A year and a half ago, the staff and students of Cal Christian Fellowship found themselves asking questions like:

What is our purpose on this campus? 
Is our only goal to get a piece of the Christian pie (i.e., find as many Christian freshmen to join our club as possible)? 
Is there more that God wants to do in and through our community?
What would it look like if we believed and pursued the "more" that God has for us?

God gave them scripture verses that guided the discernment process: the Tower of Babel in Genesis 11, and the call of Abram in Genesis 12. Students saw themselves as the people building the tower of Babel, laboring to have something to show for themselves, something that can protect them and serve as a sign of their significance. They want to "make a name for themselves."

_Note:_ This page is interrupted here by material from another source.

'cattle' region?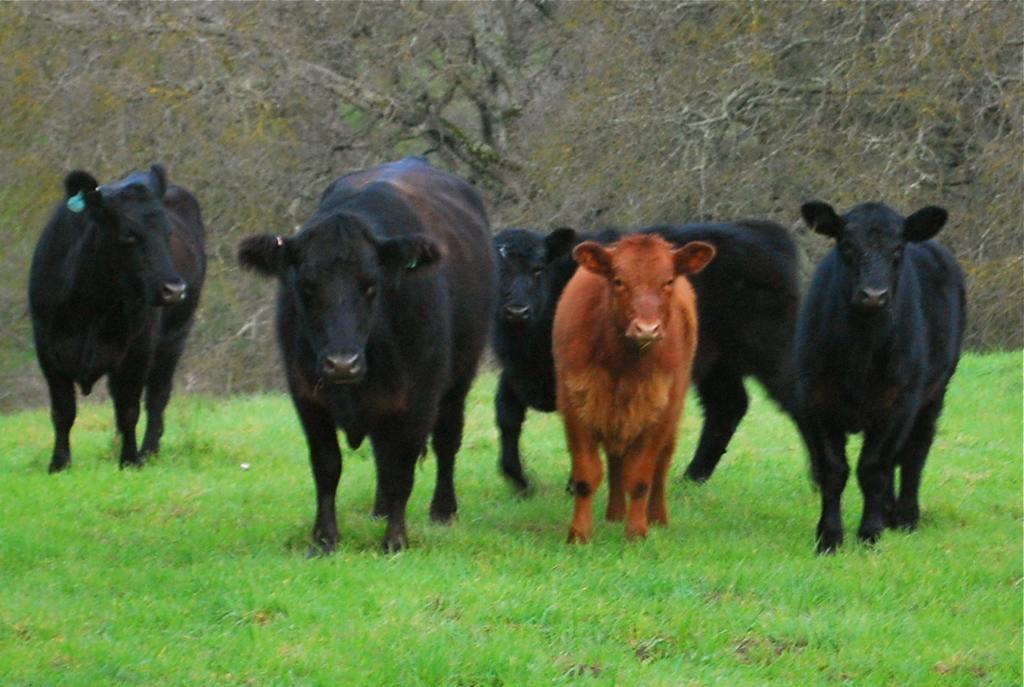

In the competitive environment of Cal, students are under pressure to perform well academically, score prestigious internships and jobs, and pursue extracurricular activities that will look good on resumes. But the very things that seem to promise joy and peace and fulfillment in the future bring much anxiety, guilt, and sadness in the present. The promise of a tower to protect their lives actually binds them to the smallness of what they can see and build with their own hands. It becomes a prison.

In Genesis 12, we see God promising to make Abram's name great. Abram sets out, journeying in stages, in pursuit of this promise. Along the way, he builds altars. We've been asking what it could look like to build altars testifying to God's faithfulness in different campus communities instead of towers that testify to our own fear and pride.

This sounds awesome, but it's a lot harder to put it into practice. How much has the mentality of "perform according to external standards" influenced the ways staff and students alike have approached their ministries? It goes pretty deep, we discovered during a session in which we asked students to brainstorm a document of communal commitments that they could sign.

This conversation turned into a tense discussion about how we wanted to enforce attendance/timeliness at meetings. A minor issue suddenly seemed very important, with strong opinions on both sides. We realized that we had come into the conversation with a few assumptions:

-This group is subject to rules that are placed on individuals from "the outside".
-These rules define what is allowed and what is not.
-In other words, membership is contingent on meeting these expectations.

Then we reframed the conversation to be an answer to the question, "What kind of community would we like to be part of? What values would that community live out, and how might that look? What kind of meeting would we want to go to?"

This is an example of how we are learning how to approach our endeavors differently. It's a process that requires us not just to be thoughtful, but also to be willing to ask questions when we get uncomfortable--and willing to hear the answers.